For the first time, the South Asian music festival Desifest will shut Water Street in Gastown for a 10-hour outdoor concert. Organizer Rina Gill estimates that at least 3,000 people will descend on the area on May 3 from throughout the Lower Mainland. Like the annual Tour de Gastown, Vancouver International Jazz Festival, Concours d’Elegance, and the Motorcycle Show n’ Shine, Desifest is an event that brings a sense of liveliness—and noise and crowds and a closed street—to the busy residential neighbourhood.
“We could have held it in Surrey,” Gill told the Georgia Straight in a phone interview, “but we wanted to bridge the gap, to introduce South Asian culture to the mainstream. That’s the mandate of Desifest: to share.”
Despite Gill’s compelling reason for adding yet another gathering to the downtown core, city staff worry that Vancouver’s tolerance for events and festivals is dwindling. According to a report presented to council on April 3, the number of city-approved festivals, races, parades, neighbourhood celebrations, and protests has more than doubled since 2000. A cap on the number of events approved for a single neighbourhood is something staff are looking into at the direction of council, according to the manager of the city’s film and special-events office.
“We’re at that fine point of people going, ‘Enough’s enough,’ ” Muriel Honey told the Straight. “I can just see the neighbourhood tolerances changing.…We maybe have to start setting limits.”
April is the start of the city’s events season, Honey said, which lasts through October. This year, along with the 546 events held in 2006 (2007 numbers are incomplete, due to the civic strike), the city approved seven new, large-scale events, most in the northwest area of the city. They are Desifest (Gastown); the Westside Cycling Classic (Point Grey); the 2008 BG Triathlon World Championships (West End); an expanded Car Free Day (Kits Point and Cambie, Denman, and Main streets); an extended Pride Parade (West End); the Nike Human Race (False Creek); and a Red Bull Soapbox Derby for adults (location TBA).
“We’ve talked [to race organizers] about running out to the PNE and ending their events at the PNE,” Honey said. “That’s a great spot. But they say, ‘Oh, no, we want to run around False Creek. We want to run over the Burrard Bridge and Cambie Bridge.’ So that’s why council wants to say, ‘If you want to do a new event, you gotta do it in South Vancouver or East Vancouver. Or you have to do it outside of downtown.’ ”
It’s not that residents are complainers, Honey said. It’s that the city’s core is not built for big gatherings. The Vancouver Art Gallery has become the default location for events, she said, and it’s not always appropriate as a hotel, a church, and a new ultra-swank apartment building stand nearby. For comparison’s sake, she said, in Seattle the 100,000-plus-attendees events are held on the grounds of the 1962 World’s Fair, which is a car-free plaza away from residential neighbourhoods. Vancouver has no equivalent, she said.

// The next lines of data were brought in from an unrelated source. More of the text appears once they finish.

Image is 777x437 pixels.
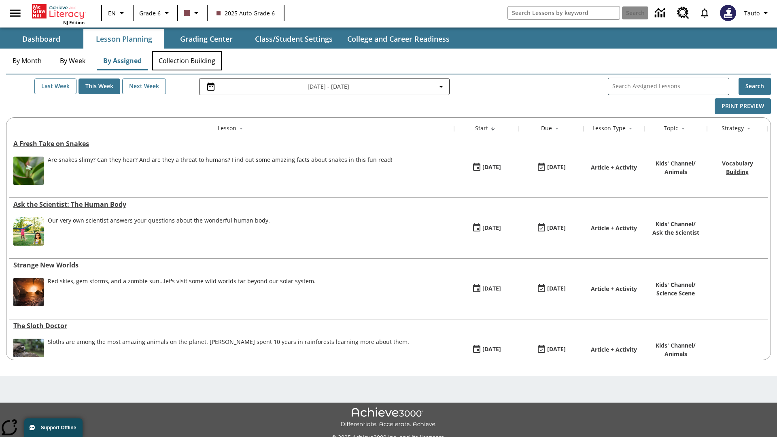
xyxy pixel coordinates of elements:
[104,6,130,20] button: Language: EN, Select a language
[340,407,436,428] img: Achieve3000 Differentiate Accelerate Achieve
[715,2,741,23] button: Select a new avatar
[714,98,771,114] button: Print Preview
[672,2,694,24] a: Resource Center, Will open in new tab
[6,51,48,70] button: By Month
[34,78,76,94] button: Last Week
[547,344,566,354] div: [DATE]
[534,160,568,175] button: 08/26/25: Last day the lesson can be accessed
[694,2,715,23] a: Notifications
[541,124,552,132] div: Due
[721,124,744,132] div: Strategy
[13,139,450,148] a: A Fresh Take on Snakes, Lessons
[136,6,175,20] button: Grade: Grade 6, Select a grade
[655,289,695,297] p: Science Scene
[52,51,93,70] button: By Week
[591,224,637,232] p: Article + Activity
[218,124,236,132] div: Lesson
[48,157,392,163] div: Are snakes slimy? Can they hear? And are they a threat to humans? Find out some amazing facts abo...
[13,200,450,209] div: Ask the Scientist: The Human Body
[655,280,695,289] p: Kids' Channel /
[97,51,148,70] button: By Assigned
[678,124,688,133] button: Sort
[738,78,771,95] button: Search
[236,124,246,133] button: Sort
[13,139,450,148] div: A Fresh Take on Snakes
[216,9,275,17] span: 2025 Auto Grade 6
[720,5,736,21] img: Avatar
[248,29,339,49] button: Class/Student Settings
[652,220,699,228] p: Kids' Channel /
[547,284,566,294] div: [DATE]
[547,223,566,233] div: [DATE]
[13,261,450,269] div: Strange New Worlds
[307,82,349,91] span: [DATE] - [DATE]
[534,342,568,357] button: 08/24/25: Last day the lesson can be accessed
[508,6,619,19] input: search field
[24,418,83,437] button: Support Offline
[180,6,204,20] button: Class color is dark brown. Change class color
[482,162,501,172] div: [DATE]
[48,339,409,345] div: Sloths are among the most amazing animals on the planet. [PERSON_NAME] spent 10 years in rainfore...
[482,223,501,233] div: [DATE]
[722,159,753,176] a: Vocabulary Building
[13,321,450,330] a: The Sloth Doctor, Lessons
[650,2,672,24] a: Data Center
[108,9,116,17] span: EN
[663,124,678,132] div: Topic
[13,217,44,246] img: Young girl doing a cartwheel
[552,124,562,133] button: Sort
[78,78,120,94] button: This Week
[32,2,85,25] div: Home
[32,3,85,19] a: Home
[13,261,450,269] a: Strange New Worlds, Lessons
[48,217,270,246] div: Our very own scientist answers your questions about the wonderful human body.
[591,163,637,172] p: Article + Activity
[482,344,501,354] div: [DATE]
[48,217,270,224] div: Our very own scientist answers your questions about the wonderful human body.
[122,78,166,94] button: Next Week
[591,345,637,354] p: Article + Activity
[655,350,695,358] p: Animals
[469,220,504,236] button: 08/24/25: First time the lesson was available
[652,228,699,237] p: Ask the Scientist
[48,278,316,306] div: Red skies, gem storms, and a zombie sun…let's visit some wild worlds far beyond our solar system.
[63,19,85,25] span: NJ Edition
[625,124,635,133] button: Sort
[591,284,637,293] p: Article + Activity
[744,124,753,133] button: Sort
[547,162,566,172] div: [DATE]
[13,339,44,367] img: juvenile sloth reaches out to human hand. Lush green forest background.
[139,9,161,17] span: Grade 6
[13,278,44,306] img: Artist's concept of what it would be like to stand on the surface of the exoplanet TRAPPIST-1
[469,160,504,175] button: 08/26/25: First time the lesson was available
[83,29,164,49] button: Lesson Planning
[655,341,695,350] p: Kids' Channel /
[741,6,773,20] button: Profile/Settings
[13,200,450,209] a: Ask the Scientist: The Human Body, Lessons
[592,124,625,132] div: Lesson Type
[469,342,504,357] button: 08/24/25: First time the lesson was available
[48,157,392,185] div: Are snakes slimy? Can they hear? And are they a threat to humans? Find out some amazing facts abo...
[744,9,759,17] span: Tauto
[48,278,316,285] div: Red skies, gem storms, and a zombie sun…let's visit some wild worlds far beyond our solar system.
[655,167,695,176] p: Animals
[534,220,568,236] button: 08/24/25: Last day the lesson can be accessed
[488,124,498,133] button: Sort
[1,29,82,49] button: Dashboard
[13,321,450,330] div: The Sloth Doctor
[612,81,729,92] input: Search Assigned Lessons
[482,284,501,294] div: [DATE]
[436,82,446,91] svg: Collapse Date Range Filter
[203,82,446,91] button: Select the date range menu item
[41,425,76,430] span: Support Offline
[3,1,27,25] button: Open side menu
[475,124,488,132] div: Start
[152,51,222,70] button: Collection Building
[655,159,695,167] p: Kids' Channel /
[166,29,247,49] button: Grading Center
[48,339,409,367] div: Sloths are among the most amazing animals on the planet. Dr. Becky Cliffe spent 10 years in rainf...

Indeed, Seattle Centre is an asset in a city that loves its festivals, according to Michael Killoran, Seattle’s director of arts and cultural affairs.
“For 35 years, it’s been the site of the festivals,” Killoran told the Straight, noting the area has built-in event facilities such as theatres, a science centre, and multipurpose buildings. He also noted that Seattle’s smaller festivals are more diffuse than Vancouver’s; neighbourhoods invite them in as a way to build character and revitalize.
“I’m not aware of any mounting resentment [about the number of events],” he said. “This office isn’t aware of complaints. I know there’s complaints sometimes about noise or traffic, but there’s such support for those activities.…I’m not aware of any efforts to stem the tide.”
At the start of the April 3 Vancouver city council meeting, Coun. Raymond Louie said he’s heard complaints. But speaking after the meeting, he noted that public events are becoming more important as the city’s private residences have become smaller, lacking back yards and living rooms.
“People need to be able to enjoy themselves out in the public realm because our private spaces are obviously shrinking due to economics,” he said. “I hope that people realize that they [events] are for the greater good, and these things are a positive for our city, to have people interact on our streets and to give people a fun alternative to staying inside.”
Louie, speaking as a mayoral candidate, said Vancouver should have a large events-designated plaza, but also that neighbourhoods in the southeast part of the city should have festivals as well. Despite the complaints, he sees more festivals, especially outside of downtown, as being important to the evolution of a better city.